Public and Private Spaces of the City
Author: Ali Madanipour
Publisher: Routledge
ISBN: 1134519850
Category : Architecture
Languages : en
Pages : 276
Book Description
The relationship between public and private spheres is one of the key concerns of the modern society. This book investigates this relationship, especially as manifested in the urban space with its social and psychological significance. Through theoretical and historical examination, it explores how and why the space of human socities is subdivided into public and private sections. It starts with the private, interior space of the mind and moves step by step, through the body, home, neighborhood and the city, outwards to the most public, impersonal spaces, exploring the nature of each realm and their complex, interdependent realtionships. A stimulating and thought provoking book for any architect, architectural historian, urban planner or designer.
Publisher: Routledge
ISBN: 1134519850
Category : Architecture
Languages : en
Pages : 276
Book Description
The relationship between public and private spheres is one of the key concerns of the modern society.
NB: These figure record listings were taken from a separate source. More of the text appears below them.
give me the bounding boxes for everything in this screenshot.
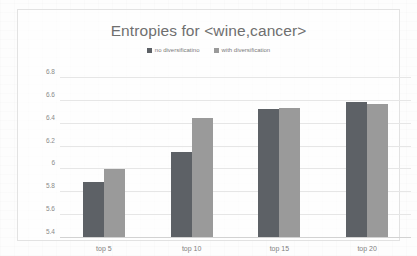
bar-top-15-series-1[interactable] xyxy=(279,108,300,238)
y-axis-tick-label: 6.8 xyxy=(46,68,55,75)
bar-groups: top 5top 10top 15top 20 xyxy=(60,78,411,238)
bar-top-10-series-0[interactable] xyxy=(171,152,192,238)
x-axis-label: top 20 xyxy=(323,245,411,252)
y-axis-tick-label: 6 xyxy=(51,159,55,166)
y-axis-tick-label: 6.4 xyxy=(46,113,55,120)
y-axis-tick-label: 6.2 xyxy=(46,136,55,143)
x-axis-line xyxy=(60,237,411,238)
bar-top-5-series-0[interactable] xyxy=(83,182,104,238)
bar-group: top 20 xyxy=(323,78,411,238)
y-axis-tick-label: 5.6 xyxy=(46,205,55,212)
x-axis-label: top 15 xyxy=(236,245,324,252)
legend-swatch-icon xyxy=(214,48,219,53)
bar-top-20-series-1[interactable] xyxy=(367,104,388,238)
x-axis-label: top 10 xyxy=(148,245,236,252)
bar-top-5-series-1[interactable] xyxy=(104,169,125,238)
legend-label-series-1: with diversification xyxy=(222,47,271,53)
legend-entry-series-1[interactable]: with diversification xyxy=(214,47,271,53)
y-axis-tick-label: 5.4 xyxy=(46,228,55,235)
legend-entry-series-0[interactable]: no diversificatino xyxy=(147,47,200,53)
bar-group: top 10 xyxy=(148,78,236,238)
x-axis-label: top 5 xyxy=(60,245,148,252)
bar-top-15-series-0[interactable] xyxy=(258,109,279,238)
chart-title: Entropies for <wine,cancer> xyxy=(18,22,399,40)
bar-top-20-series-0[interactable] xyxy=(346,102,367,238)
legend-swatch-icon xyxy=(147,48,152,53)
bar-top-10-series-1[interactable] xyxy=(192,118,213,238)
chart-frame: Entropies for <wine,cancer> no diversifi… xyxy=(17,9,400,241)
chart-legend: no diversificatino with diversification xyxy=(18,47,399,53)
y-axis-tick-label: 6.6 xyxy=(46,90,55,97)
y-axis-tick-label: 5.8 xyxy=(46,182,55,189)
legend-label-series-0: no diversificatino xyxy=(155,47,200,53)
plot-area: 5.45.65.866.26.46.66.8 top 5top 10top 15… xyxy=(60,78,411,238)
bar-group: top 5 xyxy=(60,78,148,238)
bar-group: top 15 xyxy=(236,78,324,238)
This book investigates this relationship, especially as manifested in the urban space with its social and psychological significance. Through theoretical and historical examination, it explores how and why the space of human socities is subdivided into public and private sections. It starts with the private, interior space of the mind and moves step by step, through the body, home, neighborhood and the city, outwards to the most public, impersonal spaces, exploring the nature of each realm and their complex, interdependent realtionships. A stimulating and thought provoking book for any architect, architectural historian, urban planner or designer.